On Sun, 20 Mar 2005 "peng3002" <peng3002@...> wrote:
some datasheets.
They've got both the Motorola (as ON Semiconductor, which was "spun
off" from Motorola when the latter wanted to ditch the 'jellybean'
business) and Fairchild datasheets.
Motorola/ON's part shows a Schmitt trigger on the clock input, and
the specs say that the allowable rise and fall times are "unlimited".
Fairchild's part does *not* have the Schmitt trigger, so its
clock input must rise or fall within 5 microseconds. That's asking a
lot from an LM358 with a 15V swing! No wonder you were seeing a
100% failure rate with these parts.
As for why half of the Motorola parts failed, maybe they made some
without Schmitt triggers? Do you have the date codes handy?
Moral of the story: digital circuits like to have nice fast edges
(but not *excessively* fast, as that leads to ringing, power
supply noise, crosstalk, and so forth), particularly on clock lines.
And *especially* on clock lines which drive more than one chip,
as otherwise one chip will switch sooner than its neighbours, and
all kinds of mayhem will ensue. I've learned this the hard way.....
Oh yeah, the www.alldatasheet.com website doesn't really have *all*
datasheets, but they do seem to have 'em for all the common parts,
ICs as well as discrete semiconductors.
- Colin Hinz
Toronto, Canada
> I got the main sequencer board soldered up. Powered it up and weirdHmmmm. Let's go to the glorious www.alldatasheet.com and look at
> things started happening. Output 3 permanantly on, output 4 never
> turns on, and output seven is skipped (by skipped I mean it jumps
> from out 6 to out 8 with not even a pause on 7). Thought what the...?
> After much head scratching I decided to breadboard the circuit. Just
> the 4017 and half the LM358. No reset or End Out circuitry. Fired it
> up and this time I got nothing on output 2 and output 7 is still
> skipped over. Hmm...I replaced the transistor (bad one) for output 2
> and that problem was fixed. Tried different chips: seven different
> Fairchild CD4017BCN all had the skipping output 7 problem. Out of ten
> Motorola MC14017BCP five worked perfectly. Problem solved, now all 8
> outputs work properly.
> Out of 17 chips I only have five good ones? I found this hard to
> believe, so I re-installed one of the bunk Fairchild chips and
> started swapping out different LM358s. I tried Fairchild and National
> brands, and also LM2904. No change. Then I tried a TL072. Fixed it!
> Then I tried TL082, BA4558,MC33077. All worked. It seemed any split
> supply opamp worked. With the LM358 replaced by a TL082, I started
> swapping out 4017s. Every one of the seventeen 4017s I have worked
> perfectly!
> Can anyone explain this ? I'm just starting to dig into CMOS stuff
> and this really threw me. A nice thing about this discovery is maybe
> I can finally get my Gated Comparator working properly since it
> exhibits the same kind of skipping behavior.
some datasheets.
They've got both the Motorola (as ON Semiconductor, which was "spun
off" from Motorola when the latter wanted to ditch the 'jellybean'
business) and Fairchild datasheets.
Motorola/ON's part shows a Schmitt trigger on the clock input, and
the specs say that the allowable rise and fall times are "unlimited".
Fairchild's part does *not* have the Schmitt trigger, so its
clock input must rise or fall within 5 microseconds. That's asking a
lot from an LM358 with a 15V swing! No wonder you were seeing a
100% failure rate with these parts.
As for why half of the Motorola parts failed, maybe they made some
without Schmitt triggers? Do you have the date codes handy?
Moral of the story: digital circuits like to have nice fast edges
(but not *excessively* fast, as that leads to ringing, power
supply noise, crosstalk, and so forth), particularly on clock lines.
And *especially* on clock lines which drive more than one chip,
as otherwise one chip will switch sooner than its neighbours, and
all kinds of mayhem will ensue. I've learned this the hard way.....
Oh yeah, the www.alldatasheet.com website doesn't really have *all*
datasheets, but they do seem to have 'em for all the common parts,
ICs as well as discrete semiconductors.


### Work to be completed
Transcribe the following entries word for word; no picture is to appear in the copy.

### Data to process
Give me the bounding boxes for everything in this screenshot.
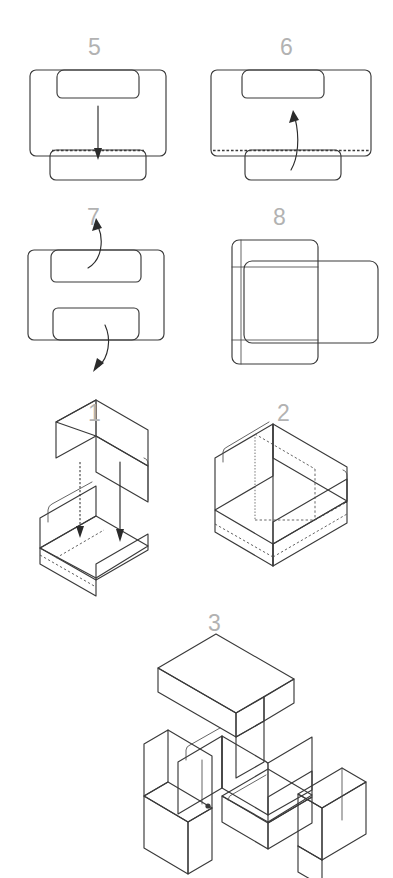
step-1-illustration bbox=[0, 400, 196, 600]
fold-up-arrow bbox=[289, 110, 299, 170]
left-panel-corner-dot bbox=[205, 803, 210, 808]
left-wall-inner-edge bbox=[223, 422, 269, 462]
main-body bbox=[28, 250, 164, 340]
left-side-panel-front bbox=[144, 730, 168, 796]
box-front-right-face bbox=[273, 479, 347, 544]
right-side-panel-top bbox=[298, 768, 366, 808]
step-1-number: 1 bbox=[88, 402, 101, 425]
right-panel-bottom-flap bbox=[298, 846, 322, 878]
step-8-number: 8 bbox=[273, 206, 286, 229]
tray-left-wall-inner-edge bbox=[48, 482, 92, 522]
main-body bbox=[211, 70, 371, 156]
step-6-illustration bbox=[197, 30, 393, 190]
step-3-illustration bbox=[140, 600, 393, 878]
step-6-panel: 6 bbox=[197, 30, 393, 190]
back-left-wall bbox=[178, 736, 222, 814]
box-front-left-face bbox=[215, 510, 273, 566]
lid-top-surface bbox=[158, 634, 294, 713]
back-panel bbox=[232, 240, 318, 364]
base-front-right bbox=[268, 771, 312, 823]
hidden-top-edge bbox=[255, 434, 315, 469]
base-front-left bbox=[222, 796, 268, 849]
base-inner-curve bbox=[228, 775, 266, 800]
right-side-panel-left bbox=[298, 794, 322, 860]
hidden-base-edge-d bbox=[273, 514, 347, 557]
instruction-sheet: 5 6 bbox=[0, 0, 393, 878]
tray-hidden-fold-2 bbox=[40, 555, 96, 587]
left-side-panel-body bbox=[144, 796, 188, 874]
box-bottom-rim bbox=[273, 501, 347, 566]
back-right-wall-inner-edge bbox=[264, 760, 268, 813]
tray-front-left-face bbox=[40, 548, 96, 596]
hidden-base-edge-c bbox=[215, 524, 273, 557]
lid-right-face bbox=[264, 679, 294, 721]
box-right-wall bbox=[273, 424, 347, 501]
step-1-panel: 1 bbox=[0, 400, 196, 600]
step-5-panel: 5 bbox=[0, 30, 196, 190]
left-side-panel-right bbox=[188, 808, 212, 874]
lid-right-wall bbox=[96, 436, 148, 502]
step-2-illustration bbox=[197, 400, 393, 600]
lid-front-left-face bbox=[158, 668, 236, 737]
hidden-base-edge-b bbox=[315, 502, 347, 520]
insert-arrow-dashed bbox=[76, 462, 84, 538]
lid-top-surface bbox=[56, 400, 148, 466]
step-2-panel: 2 bbox=[197, 400, 393, 600]
left-side-panel-edge bbox=[168, 730, 212, 808]
insert-arrow-solid bbox=[116, 462, 124, 542]
right-wall-inner-edge bbox=[343, 470, 347, 499]
step-6-number: 6 bbox=[280, 36, 293, 59]
step-8-illustration bbox=[197, 200, 393, 390]
step-5-number: 5 bbox=[88, 36, 101, 59]
step-2-number: 2 bbox=[277, 402, 290, 425]
base-bottom-rim bbox=[268, 797, 312, 849]
front-panel bbox=[244, 261, 378, 343]
step-7-number: 7 bbox=[87, 206, 100, 229]
step-7-panel: 7 bbox=[0, 200, 196, 390]
step-3-panel: 3 bbox=[140, 600, 393, 878]
back-right-outer-wall bbox=[268, 737, 312, 815]
tray-base-surface bbox=[40, 516, 148, 578]
lower-flap bbox=[53, 308, 139, 340]
upper-flap bbox=[51, 250, 141, 282]
right-side-panel-body bbox=[322, 782, 366, 860]
top-inner-flap bbox=[57, 70, 139, 98]
step-8-panel: 8 bbox=[197, 200, 393, 390]
back-right-wall bbox=[222, 736, 268, 815]
lower-fold-arrow bbox=[93, 325, 109, 372]
right-panel-bottom-edge bbox=[298, 846, 322, 860]
lid-front-flap bbox=[236, 721, 264, 778]
step-3-number: 3 bbox=[208, 612, 221, 635]
top-inner-flap bbox=[242, 70, 324, 98]
fold-direction-arrow bbox=[94, 106, 102, 160]
lid-front-right-tab bbox=[236, 697, 264, 737]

### Solution for this task
Give me the bounding boxes for everything in this screenshot.
step-1-illustration bbox=[0, 400, 196, 600]
fold-up-arrow bbox=[289, 110, 299, 170]
left-panel-corner-dot bbox=[205, 803, 210, 808]
left-wall-inner-edge bbox=[223, 422, 269, 462]
main-body bbox=[28, 250, 164, 340]
left-side-panel-front bbox=[144, 730, 168, 796]
box-front-right-face bbox=[273, 479, 347, 544]
right-side-panel-top bbox=[298, 768, 366, 808]
step-1-number: 1 bbox=[88, 402, 101, 425]
right-panel-bottom-flap bbox=[298, 846, 322, 878]
step-8-number: 8 bbox=[273, 206, 286, 229]
tray-left-wall-inner-edge bbox=[48, 482, 92, 522]
main-body bbox=[211, 70, 371, 156]
step-6-illustration bbox=[197, 30, 393, 190]
step-3-illustration bbox=[140, 600, 393, 878]
step-6-panel: 6 bbox=[197, 30, 393, 190]
back-left-wall bbox=[178, 736, 222, 814]
box-front-left-face bbox=[215, 510, 273, 566]
lid-top-surface bbox=[158, 634, 294, 713]
back-panel bbox=[232, 240, 318, 364]
base-front-right bbox=[268, 771, 312, 823]
hidden-top-edge bbox=[255, 434, 315, 469]
base-front-left bbox=[222, 796, 268, 849]
base-inner-curve bbox=[228, 775, 266, 800]
right-side-panel-left bbox=[298, 794, 322, 860]
hidden-base-edge-d bbox=[273, 514, 347, 557]
instruction-sheet: 5 6 bbox=[0, 0, 393, 878]
tray-hidden-fold-2 bbox=[40, 555, 96, 587]
left-side-panel-body bbox=[144, 796, 188, 874]
box-bottom-rim bbox=[273, 501, 347, 566]
back-right-wall-inner-edge bbox=[264, 760, 268, 813]
tray-front-left-face bbox=[40, 548, 96, 596]
hidden-base-edge-c bbox=[215, 524, 273, 557]
lid-right-face bbox=[264, 679, 294, 721]
box-right-wall bbox=[273, 424, 347, 501]
step-1-panel: 1 bbox=[0, 400, 196, 600]
step-5-panel: 5 bbox=[0, 30, 196, 190]
left-side-panel-right bbox=[188, 808, 212, 874]
lid-right-wall bbox=[96, 436, 148, 502]
step-2-illustration bbox=[197, 400, 393, 600]
lid-front-left-face bbox=[158, 668, 236, 737]
hidden-base-edge-b bbox=[315, 502, 347, 520]
insert-arrow-dashed bbox=[76, 462, 84, 538]
lid-top-surface bbox=[56, 400, 148, 466]
step-2-panel: 2 bbox=[197, 400, 393, 600]
left-side-panel-edge bbox=[168, 730, 212, 808]
insert-arrow-solid bbox=[116, 462, 124, 542]
right-wall-inner-edge bbox=[343, 470, 347, 499]
step-6-number: 6 bbox=[280, 36, 293, 59]
step-8-illustration bbox=[197, 200, 393, 390]
step-5-number: 5 bbox=[88, 36, 101, 59]
step-2-number: 2 bbox=[277, 402, 290, 425]
base-bottom-rim bbox=[268, 797, 312, 849]
front-panel bbox=[244, 261, 378, 343]
step-7-number: 7 bbox=[87, 206, 100, 229]
step-7-panel: 7 bbox=[0, 200, 196, 390]
step-3-panel: 3 bbox=[140, 600, 393, 878]
back-right-outer-wall bbox=[268, 737, 312, 815]
tray-base-surface bbox=[40, 516, 148, 578]
lower-flap bbox=[53, 308, 139, 340]
upper-flap bbox=[51, 250, 141, 282]
right-side-panel-body bbox=[322, 782, 366, 860]
top-inner-flap bbox=[57, 70, 139, 98]
step-8-panel: 8 bbox=[197, 200, 393, 390]
back-right-wall bbox=[222, 736, 268, 815]
lower-fold-arrow bbox=[93, 325, 109, 372]
right-panel-bottom-edge bbox=[298, 846, 322, 860]
lid-front-flap bbox=[236, 721, 264, 778]
step-3-number: 3 bbox=[208, 612, 221, 635]
top-inner-flap bbox=[242, 70, 324, 98]
fold-direction-arrow bbox=[94, 106, 102, 160]
lid-front-right-tab bbox=[236, 697, 264, 737]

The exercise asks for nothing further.